Governors Mills and Hochul.

Janet Mills, the governor of my family’s home state of Maine, and governor Kathy Hochul, who leads my adopted home state of New York, are both showing resolve in the face of Trump’s attempts to meddle with state laws through extralegal coercion. I feel grimly proud of this personally resonant parallel, and I join both governors in standing up to a federal government that wasted no time in implementing a stance of bullying gangsterism to rule the nation.

Mills rebuffed Trump literally to his face last month, telling him coolly that Maine would continue to follow its own laws rather than dance for presidential whims about the presence of transgender athletes in schools. Around the same time, after Trump announced that New York would end the Manhattan congestion pricing enforcement that it had begun only in January, Hochul published a statement saying, essentially: Sorry, who are you?

I happen to hold no strong opinion on one these issues, and very strong feelings about the other. I understand the popularity of both policies to be shaky with with the larger public, and I expect that the Trump administration hopes that this gives them more leverage to use these policies as cudgels, in order to make examples out of two uppity states. But the policies’ popularity, or even the policies’ content, barely matters here. If the federal government wants to challenge a state’s laws, there are well-defined legal routes to do that. When Hochul and Mills say “See you in court”, they mean it literally. Trying to strong-arm a state government into compliant submission through targeted federal harassment of the state’s institutions and citizens is not how America is supposed to work.

The governors’ resistance will cost both states dearly. Already, Maine is getting slammed with federal punishment from multiple directions. As ProPublica reports, there are now more federal agencies “investigating” and penalizing the state then there are transgender school athletes in the state. (That number being: two.) I woke up this morning to the disheartening news that my alma mater, the University of Maine, has lost millions in federal funding over this issue, which mirrors New York’s Columbia University getting similarly hit last week. These aren’t just attacks on the two states; they harm the whole nation, and even humanity as a whole, threatening to slow the advancement of science for years to come. The Trump administration doesn’t care, of course: it’s a price they’re enthusiastically willing to pay if they think it will make a perceived mouthy subordinate cry uncle.

I have hope that both governors—and most of their constituents—realize that giving into the president’s demands would not alleviate these pains, but merely embolden the bully into making ever-greater demands. There’s no avoiding the pain of the years ahead, but we can choose to hold fast to our virtues and principles, at every level, individual and state. The villains that have taken over the federal apparatus can and will continue to hurt us, but we can stand strong to limit the damage they can wreak. My governors give me strength in the example that they set.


Brief:
Across the listing below, how many lines include the string "hundreds"? Reply with the number alone.

|---|

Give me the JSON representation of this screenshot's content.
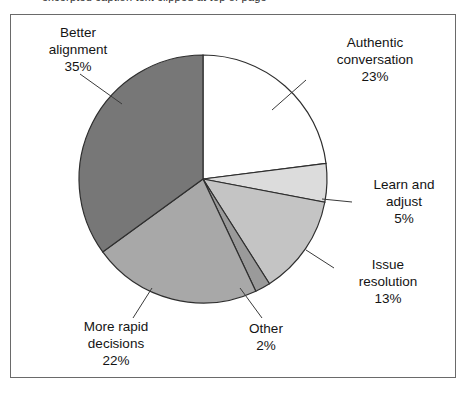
{
  "figure": {
    "partial_caption_above": "excerpted caption text clipped at top of page",
    "frame_border_color": "#6a6a6a",
    "background_color": "#ffffff"
  },
  "chart_data": {
    "type": "pie",
    "title": "",
    "xlabel": "",
    "ylabel": "",
    "legend_position": "callout-labels",
    "grid": false,
    "start_angle_deg": 90,
    "direction": "clockwise",
    "categories": [
      "Authentic conversation",
      "Learn and adjust",
      "Issue resolution",
      "Other",
      "More rapid decisions",
      "Better alignment"
    ],
    "values": [
      23,
      5,
      13,
      2,
      22,
      35
    ],
    "value_labels": [
      "23%",
      "5%",
      "13%",
      "2%",
      "22%",
      "35%"
    ],
    "colors": [
      "#ffffff",
      "#dcdcdc",
      "#c4c4c4",
      "#9a9a9a",
      "#a8a8a8",
      "#777777"
    ],
    "slice_border_color": "#2e2e2e",
    "slices": [
      {
        "name": "Authentic conversation",
        "label_line1": "Authentic",
        "label_line2": "conversation",
        "percent": "23%",
        "value": 23,
        "color": "#ffffff"
      },
      {
        "name": "Learn and adjust",
        "label_line1": "Learn and",
        "label_line2": "adjust",
        "percent": "5%",
        "value": 5,
        "color": "#dcdcdc"
      },
      {
        "name": "Issue resolution",
        "label_line1": "Issue",
        "label_line2": "resolution",
        "percent": "13%",
        "value": 13,
        "color": "#c4c4c4"
      },
      {
        "name": "Other",
        "label_line1": "Other",
        "label_line2": "",
        "percent": "2%",
        "value": 2,
        "color": "#9a9a9a"
      },
      {
        "name": "More rapid decisions",
        "label_line1": "More rapid",
        "label_line2": "decisions",
        "percent": "22%",
        "value": 22,
        "color": "#a8a8a8"
      },
      {
        "name": "Better alignment",
        "label_line1": "Better",
        "label_line2": "alignment",
        "percent": "35%",
        "value": 35,
        "color": "#777777"
      }
    ]
  }
}
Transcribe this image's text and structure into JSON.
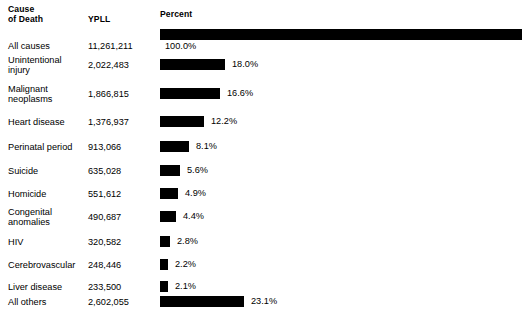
{
  "header": {
    "cause_line1": "Cause",
    "cause_line2": "of Death",
    "ypll": "YPLL",
    "percent": "Percent"
  },
  "chart_data": {
    "type": "bar",
    "orientation": "horizontal",
    "title": "",
    "xlabel": "Percent",
    "ylabel": "Cause of Death",
    "xlim": [
      0,
      100
    ],
    "grid": false,
    "legend": null,
    "columns": [
      "Cause of Death",
      "YPLL",
      "Percent"
    ],
    "categories": [
      "All causes",
      "Unintentional injury",
      "Malignant neoplasms",
      "Heart disease",
      "Perinatal period",
      "Suicide",
      "Homicide",
      "Congenital anomalies",
      "HIV",
      "Cerebrovascular",
      "Liver disease",
      "All others"
    ],
    "values": [
      100.0,
      18.0,
      16.6,
      12.2,
      8.1,
      5.6,
      4.9,
      4.4,
      2.8,
      2.2,
      2.1,
      23.1
    ],
    "ypll_values": [
      11261211,
      2022483,
      1866815,
      1376937,
      913066,
      635028,
      551612,
      490687,
      320582,
      248446,
      233500,
      2602055
    ],
    "bar_color": "#000000"
  },
  "rows": [
    {
      "cause_line1": "All causes",
      "cause_line2": "",
      "ypll": "11,261,211",
      "percent": "100.0%",
      "value": 100.0,
      "label_below": true
    },
    {
      "cause_line1": "Unintentional",
      "cause_line2": "injury",
      "ypll": "2,022,483",
      "percent": "18.0%",
      "value": 18.0,
      "label_below": false
    },
    {
      "cause_line1": "Malignant",
      "cause_line2": "neoplasms",
      "ypll": "1,866,815",
      "percent": "16.6%",
      "value": 16.6,
      "label_below": false
    },
    {
      "cause_line1": "Heart disease",
      "cause_line2": "",
      "ypll": "1,376,937",
      "percent": "12.2%",
      "value": 12.2,
      "label_below": false
    },
    {
      "cause_line1": "Perinatal period",
      "cause_line2": "",
      "ypll": "913,066",
      "percent": "8.1%",
      "value": 8.1,
      "label_below": false
    },
    {
      "cause_line1": "Suicide",
      "cause_line2": "",
      "ypll": "635,028",
      "percent": "5.6%",
      "value": 5.6,
      "label_below": false
    },
    {
      "cause_line1": "Homicide",
      "cause_line2": "",
      "ypll": "551,612",
      "percent": "4.9%",
      "value": 4.9,
      "label_below": false
    },
    {
      "cause_line1": "Congenital",
      "cause_line2": "anomalies",
      "ypll": "490,687",
      "percent": "4.4%",
      "value": 4.4,
      "label_below": false
    },
    {
      "cause_line1": "HIV",
      "cause_line2": "",
      "ypll": "320,582",
      "percent": "2.8%",
      "value": 2.8,
      "label_below": false
    },
    {
      "cause_line1": "Cerebrovascular",
      "cause_line2": "",
      "ypll": "248,446",
      "percent": "2.2%",
      "value": 2.2,
      "label_below": false
    },
    {
      "cause_line1": "Liver disease",
      "cause_line2": "",
      "ypll": "233,500",
      "percent": "2.1%",
      "value": 2.1,
      "label_below": false
    },
    {
      "cause_line1": "All others",
      "cause_line2": "",
      "ypll": "2,602,055",
      "percent": "23.1%",
      "value": 23.1,
      "label_below": false
    }
  ],
  "layout": {
    "bar_origin_x": 160,
    "bar_full_width": 362,
    "bar_height": 11
  }
}
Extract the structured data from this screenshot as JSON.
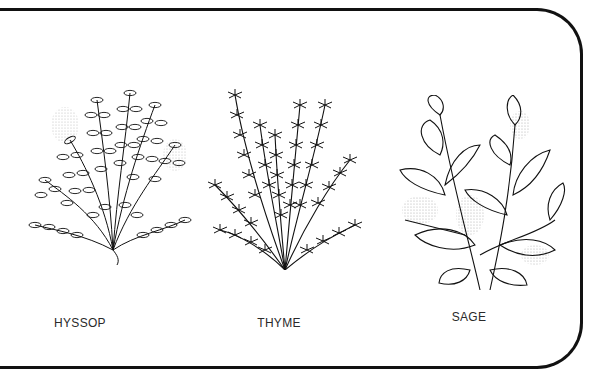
{
  "illustration": {
    "plants": [
      {
        "id": "hyssop",
        "label": "HYSSOP",
        "center_x": 80
      },
      {
        "id": "thyme",
        "label": "THYME",
        "center_x": 279
      },
      {
        "id": "sage",
        "label": "SAGE",
        "center_x": 469
      }
    ],
    "colors": {
      "ink": "#111111",
      "stipple": "#bdbdbd",
      "background": "#ffffff"
    }
  }
}
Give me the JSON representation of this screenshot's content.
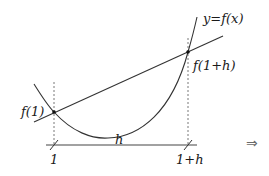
{
  "diagram": {
    "labels": {
      "curve": "y=f(x)",
      "point_left": "f(1)",
      "point_right": "f(1+h)",
      "interval": "h",
      "x_left": "1",
      "x_right": "1+h"
    },
    "implies_symbol": "⇒",
    "colors": {
      "stroke": "#333333",
      "dashed": "#555555",
      "text": "#1a1a1a",
      "arrow": "#6a6a6a"
    }
  }
}
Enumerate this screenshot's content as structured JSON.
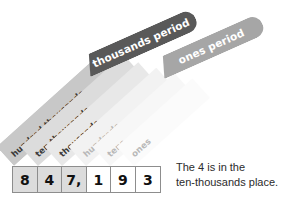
{
  "diagram": {
    "background_color": "#ffffff",
    "periods": [
      {
        "id": "thousands-period",
        "label": "thousands period",
        "color": "#595959",
        "text_color": "#ffffff"
      },
      {
        "id": "ones-period",
        "label": "ones period",
        "color": "#a6a6a6",
        "text_color": "#ffffff"
      }
    ],
    "place_columns": [
      {
        "id": "hundred-thousands",
        "label": "hundred thousands",
        "band_color": "#c8c8c8",
        "text_color": "#3a3a3a"
      },
      {
        "id": "ten-thousands",
        "label": "ten thousands",
        "band_color": "#dcdcdc",
        "text_color": "#3a3a3a"
      },
      {
        "id": "thousands",
        "label": "thousands",
        "band_color": "#e8e8e8",
        "text_color": "#3a3a3a"
      },
      {
        "id": "hundreds",
        "label": "hundreds",
        "band_color": "#f2f2f2",
        "text_color": "#b0b0b0"
      },
      {
        "id": "tens",
        "label": "tens",
        "band_color": "#f7f7f7",
        "text_color": "#b0b0b0"
      },
      {
        "id": "ones",
        "label": "ones",
        "band_color": "#fbfbfb",
        "text_color": "#b0b0b0"
      }
    ],
    "number": {
      "digits": [
        {
          "value": "8",
          "place": "hundred-thousands",
          "shaded": true
        },
        {
          "value": "4",
          "place": "ten-thousands",
          "shaded": true
        },
        {
          "value": "7,",
          "place": "thousands",
          "shaded": true
        },
        {
          "value": "1",
          "place": "hundreds",
          "shaded": false
        },
        {
          "value": "9",
          "place": "tens",
          "shaded": false
        },
        {
          "value": "3",
          "place": "ones",
          "shaded": false
        }
      ],
      "shaded_cell_color": "#dcdcdc",
      "plain_cell_color": "#ffffff",
      "border_color": "#8d8d8d"
    },
    "caption": {
      "line1": "The 4 is in the",
      "line2": "ten-thousands place."
    }
  }
}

|---|

Answer box:
3